KPT: Everyone kept saying, he doesn't do movies, don't waste your time. I basically had to eventually just go to a book reading. He does a lot of book readings and he does signings afterward, so I gave him a copy of my first film. My first film (Easier With Practice, 2009) was based on a similar writer named David Rothbart who contributes to this American life also. I told him, if you like the movie, I'd like to talk to you about some things. He watched the film, he liked it and we started talking. And I gave him this approach - It'll be of your story but not of you. I think that appealed to him because he's not romanced by the film industry. He is not interested in Hollywood. My thing was - this was going to be an independent film and it's going to have its own voice. He has been really supportive and he was there at the premiere [at Sundance]. It's a weird thing to see part of your life put on screen.

AKT: The performances are really good. In certain scenes they had to figuratively walk a tightrope. I am thinking about the scene in which Curley [Corey Stoll] comes to the beauty parlor. You get the joke about the bathrobe and an almost rape scene.

KPT [laughing a hearty laugh]: You know, I always laugh at that bathrobe. That's one of those lines, I don't even think it was funny in the script. It's the way he delivered the line, the way he committed to it. I was aware that this was still a comedy, no matter how dark it got. If you throw in sexual assault, it's really tricky. I was really nervous about it. I never want sexual assault just to be a plot point to a movie.

AKT: You add religion too at this same point, having him pray. "Dear God make it go away," and it does. That is tricky as well.

KPT: When we were testing the movie, showing it to friends, people said "I'm not sure if I'm supposed to laugh at that moment or not". I said "that's exactly what I wanted you to feel. I even told that to David. Curley doesn't think he is sexually assaulting him. Curley just has this twisted perception about what sexuality is. His closeted-ness let him to be this overly aggressive person who doesn't know how to read body signs.

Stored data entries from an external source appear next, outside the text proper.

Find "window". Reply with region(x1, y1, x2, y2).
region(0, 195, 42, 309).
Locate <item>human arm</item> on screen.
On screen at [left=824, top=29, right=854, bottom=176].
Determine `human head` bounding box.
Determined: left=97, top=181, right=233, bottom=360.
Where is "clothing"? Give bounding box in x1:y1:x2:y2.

AKT: Well, he uses the word bottle… In another scene you have someone speak about Home Depot road kill.

KPT: I'm so glad you brought that up! I wrote that line. I was so proud of it. It's not a David Sedaris line. No one ever mentioned it.

AKT: Today's your day.

KPT: I'm not saying Home Depot is an evil place. It's just a place where cars drive in front. That made my day, that you brought that up.

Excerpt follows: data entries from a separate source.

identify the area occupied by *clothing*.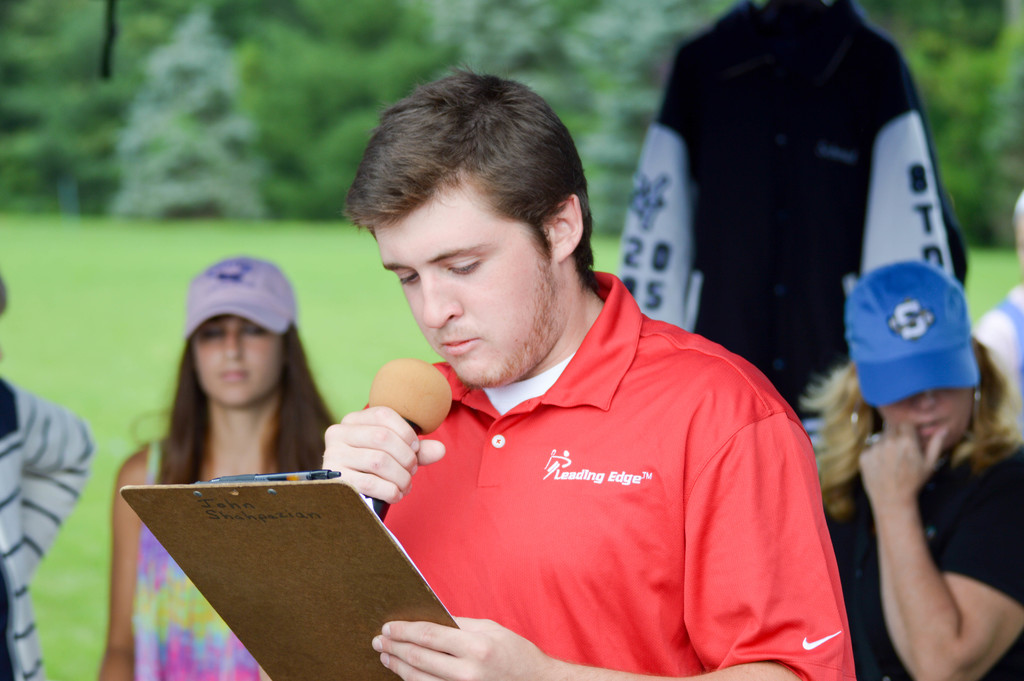
Area: (130,434,291,680).
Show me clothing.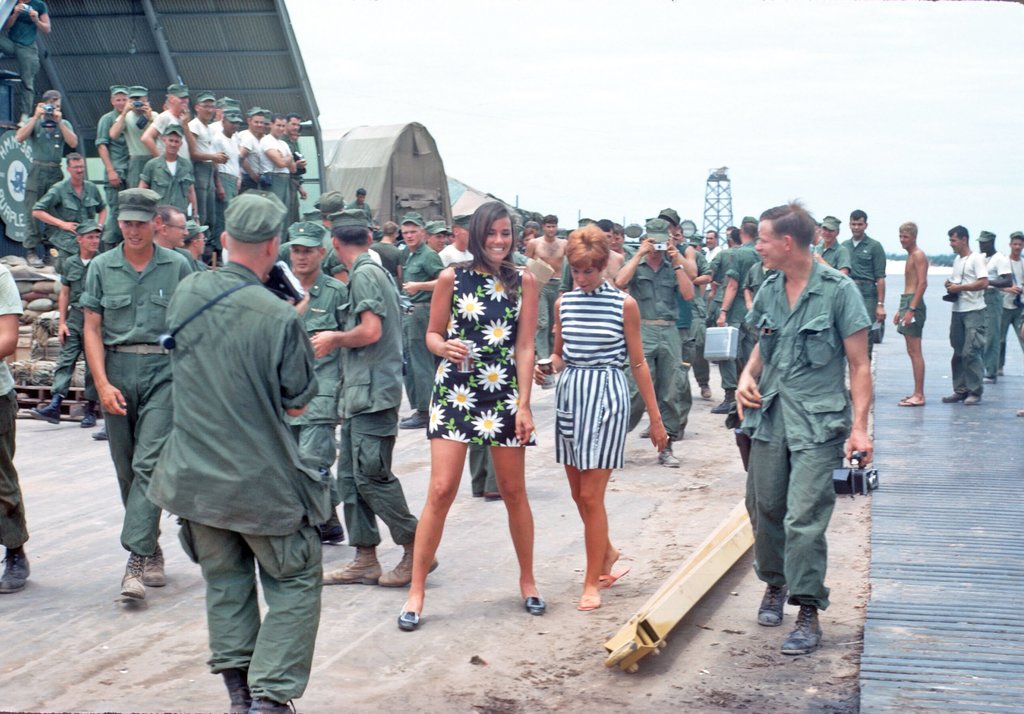
clothing is here: pyautogui.locateOnScreen(143, 259, 333, 705).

AKT: "Clifford died." "Your dog?" "No, my nephew." That is Sedaris dialogue, I suppose.

C.O.G. poster
C.O.G. poster

KPT: That's Sedaris.

AKT: I love the scene in which David/Samuel [Jonathan Groff] talks to the cows and reflects if cows ever regret things.

KPT: That's the one time that it's not a line of dialogue, it's a narrative line Sedaris wrote that I put into the character's mouth.

AKT: Speaking of cows, are you familiar with Ulrich Seidl's films?

KPT: Yes, of course. I'm not as much an expert on his work as I would like to be.

AKT: I was reminded a few times of the tone of Seidl's Animal Love or Jesus, You Know. It's Austria, but not so different. I noticed in the credits the last name of 9:15 Woman and friend.

KPT: I swear, it's the best gift I've ever given my mom. We had a big screening in L.A. and afterwards there was a little party and somebody said "oh, you're the 9:15 woman." It made her week or month. Since I was making films in film school I had a way of sneaking her into my movies.

AKT: The friend is Jonathan Groff's mother?

KPT: Yeah. She was visiting the set. It was like an inside joke for us.

AKT: I brought you something. This is a shopping bag from a store in Paris [with the letters COS] on it.

KPT: Oh nice, is this a store? That's amazing

AKT: David in your movie says C.O.G. stands for Capable Of Genocide. Well, this one is Capable Of Suicide [COS].

KPT: Thank you so much. I like the bag a lot, too.

Appropriately, Kyle is now in possession of my COS bag.

C.O.G. is a superior film of an entirely different child of an entirely different god from James Franco's feeble adaptation of a Cormac McCarthy story with the same, albeit non-abbreviated title.